Wednesday, June 10, 2015

NC’s Karen E. Bender on shortlist for prestigious Frank O’Connor International Short Story Award

On June 4, the Munster Literature Centre announced the shortlist for the £25,000 ($38,174) Frank O’Connor Prize, “the single most lucrative prize for a collection of short stories.” The prize, named for the writer described by W.B. Yeats as the Irish Chekhov, receives support from the Cork City (Ireland) Council and University College, Cork.

Six authors made the 2015 shortlist: three Americans, a Chilean, a New Zealander and a Welsh writer. The winner will be announced in early
July; the award will be presented at the close of the Cork International Short story Festival, the world’s oldest annual short story festival.

Photo by Jonah Siegel

Karen E. Bender of Wilmington is a finalist for “Refund,” of which Publisher’s Weekly wrote:

Money and its mysteries – how to get it, keep it, steal it, and do without it – link the stories in this collection, but so do the mysteries of having children or being one. Bender’s youthful characters are imperious creatures who leave their parents bewildered, exhausted, and wrung out with love

In an interview with The Irish Times, Bender said, “The word inventors have to create a new term to describe how I felt when I learned that Refund was on the short list. Excited, thrilled, honored – none of them quite do it. To have my book included on this list, to join the incredible writers on it this year and in years past, to be part of this necessary celebration of the short story – there is no word that will express this.”

Photo by Ruthie Earley

Also on the short list is Tony Earley for Mr. Tall. Earley grew up in North Carolina and sets many of his stories there. Jess Walter, writing in The New York Times, said of Mr. Tall:

Tony Earley’s elegiac new collection, “Mr. Tall,” begins in playful rhyme, with a couple named Darryl and Cheryl from Argyle, N.C. It ends some 240 pages later with a plea: “For God’s sake, don’t close this book.”

The six stories and one novella in between might be read as a progression of sorts, from the lucid, laconic Earley of “Jim the Boy” (2000) and “The Blue Star” (2008) to an older writer – edgier, in both senses of the word, and not above venturing into deep metafictional woods to contemplate the fading state of storytelling.

Photo by Anne Sherwood

A third American writer, Thomas McGuane, is on the shortlist for Crow Fair. In my review of 5/12/15, I noted:

The characters in Crow Fair, Thomas McGuane’s newest short story collection, are mostly losers – people who are on their way down or already there. A fair number are old people sliding into death or dementia. Yet, all of these hapless folks are presented with a kind of tender empathy and affectionate humor. We recognize them (and perhaps ourselves in them) and, maybe, shake our heads a little ruefully but we aren’t given cause to sneer.

Also selected is Carys Davies for The Redemption of Galen Pike. Its publisher described Davies’ collection:

In a remote Australian settlement a young wife with an untellable secret reluctantly invites her neighbour into her home. A Quaker spinster offers companionship to a condemned man in a Colorado jail. In the ice and snows of Siberia an office employee from Birmingham witnesses a scene that will change her life. At a jubilee celebration in a northern English town a middle-aged alderman opens his heart to Queen Victoria. A teenage daughter leaves home in search of adventure. High in the Cumbrian fells a woman seeks help from her father’s enemy.

Spare, precise, charged with a prickly wit, the stories in Carys Davies's sparkling second collection remind us how little we know of the lives of others.

Kirsty Gunn is shortlisted for Infidelities. Catherine Taylor said the collection consists of “rich, melodic stories about love, marriage and beyond [that] make for a masterclass in the art of fiction.” (The Guardian, 11/14/14)

The sixth finalist is Chilean author Alejandro Zambra for My Documents. Natasha Wimmer, writing in The New York Times (3/27/15), said:

[Zambra’s] slight, ­intimate novels created a stir when they appeared in English, attracting readers who appreciated their meshing of ­Barthesian inquiry with the muffled malaise of daily life in post-Pinochet Chile. Their chronicles of diffident romances or precarious domestic arrangements set the stage for intensely affecting examinations of the mechanics of fiction. The title of his new collection carries on the metafictional game.

However, one of the most interesting statements made in connection with the prize came from Patrick Cotter, artistic director of the Munster Literature Center, who selected the jury and acts as non-voting chairman. It should bring joy (and hope) to the hearts of struggling writers everywhere:

Every year we receive more and more entries. It is striking to note that we have three titles this year from small independent presses. It demonstrates that the dissemination of good writing is vital at a grassroots level; that multinational conglomerates don’t have a monopoly on major talent.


> [TO DO]: Where the string "ffffff" occurs in a line of the entries below, copy that line.

Stored dataset items

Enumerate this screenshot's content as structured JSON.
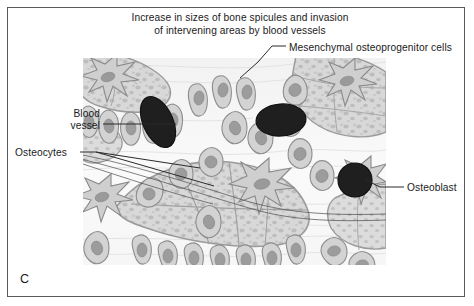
{
  "figure": {
    "panel_letter": "C",
    "title_lines": [
      "Increase in sizes of bone spicules and invasion",
      "of intervening areas by blood vessels"
    ],
    "border_color": "#5a5a5a",
    "background_color": "#ffffff"
  },
  "labels": {
    "mesenchymal": "Mesenchymal osteoprogenitor cells",
    "blood_vessel": "Blood vessel",
    "osteocytes": "Osteocytes",
    "osteoblast": "Osteoblast"
  },
  "illustration": {
    "description": "Histological drawing of developing bone: bone spicules with embedded osteocytes, lined by osteoblasts, with blood vessels invading the intervening areas",
    "colors": {
      "spicule_matrix": "#d2d2d2",
      "spicule_stipple": "#b9b9b9",
      "cell_body": "#cfcfcf",
      "cell_outline": "#8a8a8a",
      "nucleus": "#9a9a9a",
      "blood_vessel": "#201f1f",
      "background_tissue": "#f4f4f4",
      "fiber_line": "#bdbdbd"
    },
    "blood_vessels": [
      {
        "cx": 75,
        "cy": 64,
        "rx": 16,
        "ry": 27,
        "rotate": -24
      },
      {
        "cx": 198,
        "cy": 62,
        "rx": 25,
        "ry": 16,
        "rotate": -4
      },
      {
        "cx": 272,
        "cy": 122,
        "rx": 17,
        "ry": 17,
        "rotate": 0
      }
    ]
  }
}
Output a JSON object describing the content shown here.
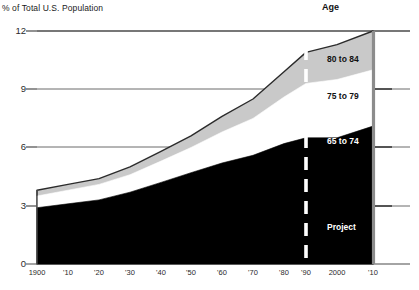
{
  "chart_data": {
    "type": "area",
    "title": "% of Total U.S. Population",
    "subtitle": "",
    "xlabel": "",
    "ylabel": "% of Total U.S. Population",
    "ylim": [
      0,
      12
    ],
    "yticks": [
      0,
      3,
      6,
      9,
      12
    ],
    "ytick_labels": [
      "0",
      "3",
      "6",
      "9",
      "12"
    ],
    "grid": true,
    "legend_position": "inline-band-labels",
    "legend_title": "Age",
    "x": [
      1900,
      1910,
      1920,
      1930,
      1940,
      1950,
      1960,
      1970,
      1980,
      1990,
      2000,
      2010
    ],
    "xtick_labels": [
      "1900",
      "'10",
      "'20",
      "'30",
      "'40",
      "'50",
      "'60",
      "'70",
      "'80",
      "'90",
      "2000",
      "'10"
    ],
    "stacked": true,
    "series": [
      {
        "name": "65 to 74",
        "color": "#000000",
        "values": [
          2.9,
          3.1,
          3.3,
          3.7,
          4.2,
          4.7,
          5.2,
          5.6,
          6.2,
          6.5,
          6.5,
          7.1
        ]
      },
      {
        "name": "75 to 79",
        "color": "#ffffff",
        "values": [
          0.6,
          0.7,
          0.8,
          0.9,
          1.1,
          1.3,
          1.6,
          1.9,
          2.4,
          2.8,
          3.0,
          2.9
        ]
      },
      {
        "name": "80 to 84",
        "color": "#c9c9c9",
        "values": [
          0.3,
          0.3,
          0.3,
          0.4,
          0.5,
          0.6,
          0.8,
          1.0,
          1.3,
          1.6,
          1.8,
          2.0
        ]
      }
    ],
    "totals": [
      3.8,
      4.1,
      4.4,
      5.0,
      5.8,
      6.6,
      7.6,
      8.5,
      9.9,
      10.9,
      11.3,
      12.0
    ],
    "annotations": [
      {
        "name": "projection-divider",
        "label": "Project",
        "x": 1990,
        "style": "dashed-white-vertical"
      }
    ]
  },
  "labels": {
    "band_80_84": "80 to 84",
    "band_75_79": "75 to 79",
    "band_65_74": "65 to 74",
    "projection": "Project"
  }
}
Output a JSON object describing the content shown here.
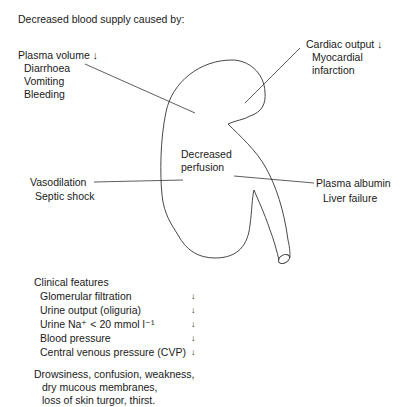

> [OUTPUT FOR THIS TASK]:
    "background_color": "#ffffff"
        "color": "#ffffff",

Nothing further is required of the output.